Charles Tomlinson Griffes was drawn into the gay world by the baths not just because he had sex there, but because he met men there who helped him find apartments and otherwise make his way through the city, who appreciated his music, who gave him new insights into his character, and who became his good friends. The gay world became a central part of his everyday world, even though he kept it hidden from his nongay associates.

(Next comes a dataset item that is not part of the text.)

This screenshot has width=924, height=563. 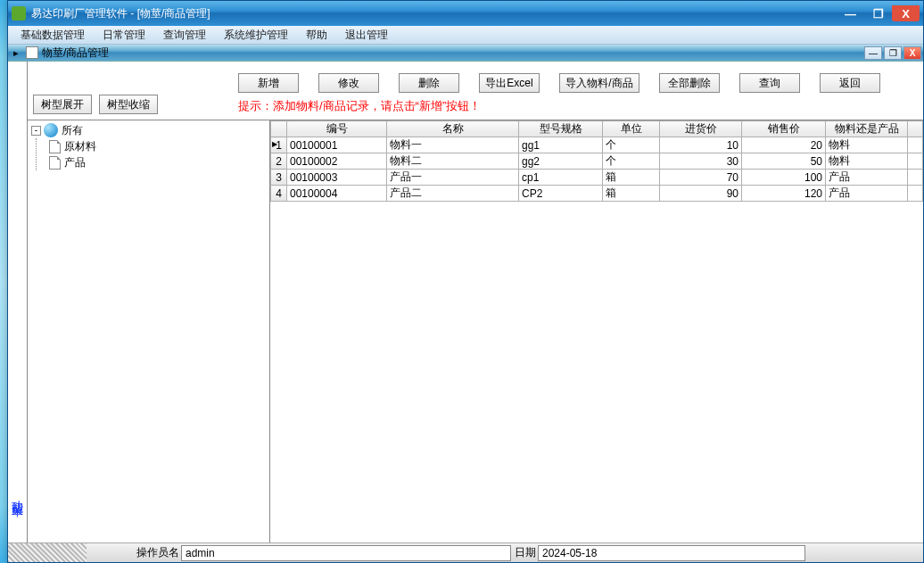 What do you see at coordinates (337, 194) in the screenshot?
I see `cell-code: 00100004` at bounding box center [337, 194].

— George Chauncey, Gay New York 1995

During his time as a student in Berlin he was devoted to his "special friend" Emil Joèl (aka "Konrad Wölcke"). In later life, he had a long term relationship with John Meyer (biographer Edward Maisel used the pseudonym Dan C. Martin), a married New York policeman.[4]

Musical compositions

Stage works

Orchestral works

Chamber music

  1. The Lake at Evening
  2. The Vale of Dreams
  3. The Night Winds

Piano

Organ

Songs

  1. La fuite de la lune (Oscar Wilde), 1912
  2. Symphony in Yellow (Wilde), 1912
  3. We'll to the Woods, and Gather May (W. E. Henley), 1914
  1. This Book of Hours (W. Crane)
  2. Come, Love, across the Sunlit Land (C. Scollard)
  1. Le jardin, 1915
  2. Impression du matin, 1915
  3. La mer, 1912, new setting 1916
  4. Le réveillon, 1914
  1. In a Myrtle Shade (William Blake)
  2. Waikiki (R. Brooke), E. Gauthier, M. Hansotte, New York, 22 April 1918
  3. Phantoms (A. Giovannitti)
  1. So-fei Gathering Flowers (Wang Chang-Ling), 1917
  2. Landscape (Sada-ihe), 1916
  3. The Old Temple among the Mountains (Chang Wen-Chang), 1916
  4. Tears (Wang Seng-Ju), 1916
  5. A Feast of Lanterns (Yuan Mei), 1917
  1. An Old Song Re-Sung, 1918
  2. Sorrow of Mydath, 1917
  1. The Lament of Ian the Proud
  2. Thy Dark Eyes to Mine
  3. The Rose of the Night
  1. Am Kreuzweg wird begraben (Heine)
  2. An den Wind (Lenau)
  3. Auf ihrem Grab (Heine)
  4. Auf dem Teich, dem Regungslosen (N. Lenau)
  5. Auf geheimen Waldespfade (Lenau)
  6. Das ist ein Brausen und Heulen (Heine)
  7. Das sterbende Kind (E. Geibel)
  8. Der träumende See (J. Mosen)
  9. Des müden Abendlied (Geibel)
  10. Elfe (J. von Eichendorff)
  11. Entflieh mit mir (Heine)
  12. Es fiel ein Reif (Heine)
  13. Frühe (Eichendorff)
  14. Gedicht von Heine (Mit schwarzen Segeln)
  15. Ich weiss nicht, wie's geschieht (Geibel)
  16. Könnt’ ich mit dir dort oben gehn (Mosen)
  17. Meeres Stille (J.W. von Goethe)
  18. Mein Herz ist wie die dunkle Nacht (Geibel)
  19. Mir war, als müsst’ ich graben (Das Grab) (F. Hebbel)
  20. Nacht liegt auf den fremden Wegen (H. Heine)
  21. So halt’ ich endlich dich umfangen (Geibel)
  22. Winternacht (Lenau)
  23. Wo bin ich, mich rings umdunkelt (Heine), c1903–11
  24. Wohl lag ich einst in Gram und Schmerz (E. Geibel)
  25. Zwei Könige sassen auf Orkadal (Geibel), before 1910

Choral works

Footnotes

  1. 1.0 1.1 Greene, David Mason (1985). Greene's Biographical Encyclopedia of Composers. Garden City, NJ: Doubleday. p. 1139. ISBN 9780385142786.
  2. Hershenson, Roberta (April 2, 1995). "75 Years After His Death, a Composer's Originality Is Honored". The New York Times (New York). Retrieved July 17, 2014.
  3. 3.0 3.1 "Grave for Charles Tomlinson". findagrave.com. Retrieved 2006-12-22.
  4. 4.0 4.1 Dynes, Wayne (1990). Encyclopedia of Homosexuality. St. James Press. p. 506. ISBN 1-55862-147-4.
  5. "GLBTQ Encyclopedia entry for Charles Griffes". GLBTQ. Retrieved 2006-12-22.